CONSOLIDATION, COMMUNICATION, CONTROL
On A Roll: To melt and roll 90 tons of steel an hour, this Gerdau Ameristeel mini-mill uses an advanced KepServerEX manufacturing execution system from Kepware Technologies that effectively manages the myriad of diverse PLCs distributed throughout its rolling and melting mills.
Posted: August 11, 2011
Gerdau Ameristeel uses some 19 PLCs from about five different vendors (primarily GE and Allen-Bradley). According to Parrotta, problems were arising because of scalability issues. The plant wanted to add additional Wonderware terminals, but were finding the PLC scan rates were being taxed and becoming too slow. “As we added more terminals, some of our processes were nearing the limits of their scan cycles. This was causing us to have data issues,” recalls Parrotta. “KEPServerEX helped simplify the task of connecting the Wonderware terminals and providing the right level of connectivity to address those communications needs.”
Prior to figuring out that resolution, the plant’s Wonderware clients that were pulling data from the PLCs were running so slow that they weren’t reporting what they needed to report and would simply stop communicating to the other clients . . . skipping a scan cycle entirely. KepServerEX solved this problem by centralizing all the communications to one server. “Rather than having five or six clients pulling data from it, which was mostly repetitious, we had one Kepware server and clients pulled from that server,” says Parrotta.
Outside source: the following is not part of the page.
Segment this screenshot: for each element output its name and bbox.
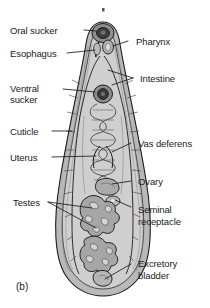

To add to the complexity of the milling and rolling operations, the Jacksonville plant integrated an IBA historian as a separate stand-alone system. “We were gathering data anyway, so we decided to create an historical archive. Our historian software pulls the clients directly to Kepware. When QMOS was introduced, we already had everything in place so it was just an easy plug-and-play.”
Currently the Jacksonville operations are logging all their tags. If operators have an issue, they can literally track down the problem to the minutest detail. According to Parrotta, since all the physical I/Os are being logged, they can technically re-create anything the operator did via the Wonderware interface. “We can trend just about anything and find out if it was a human error or whether it was, for example, a sensor that failed. As long as we have every I/O logged, we can trouble shoot anything,” he remarks.
QMOS covers the management of the planning, scheduling, and production in the rolling mill and the melt shop. It manages the process from receiving customer orders, creation of production schedules as well as managing the demand for the steel, up to the production of the billets and bundling and packaging and shipment of semi -finished or the finished products to the customers.
According to Parrotta, QMOS receives a schedule from the ERP system that informs QMOS, for example, of sales orders that define what is needed to manufacture. “QMOS figures out what ingredients are needed for the products. Recipes for those orders reside in both QMOS and Wonderware. QMOS is keeping track of each step in the process and tracking all the operational parameters that are critical, such as amps, pressures, kilowatt-hours, time start/stop (off events from PLCs via Kepware),” explains Parrotta. “As these events happen, we move the products we are making through one station to the next, triggering and racking PLC events that are all recorded in Kepware. As the events happen, they move from stage A, to B, to C as part of the batch.” All of this is tracked inside the QMOS MES system.
“QMOS is passing data and tags back to Kepware and I’m using that data to trigger Wonderware to auto-load the recipe that is needed. We are moving toward an automatic recipe load. It’s still handled by Wonderware but is getting signals to do so from QMOS through Kepware,” continues Parrotta. “We’re pulling data out of the Oracle database on the opposite end within certain parameters and we’re sending those to the KepServerEX to manage the tags to the PLC. In this way the operators don’t have to manually do it, which eliminates the possibility of human errors.”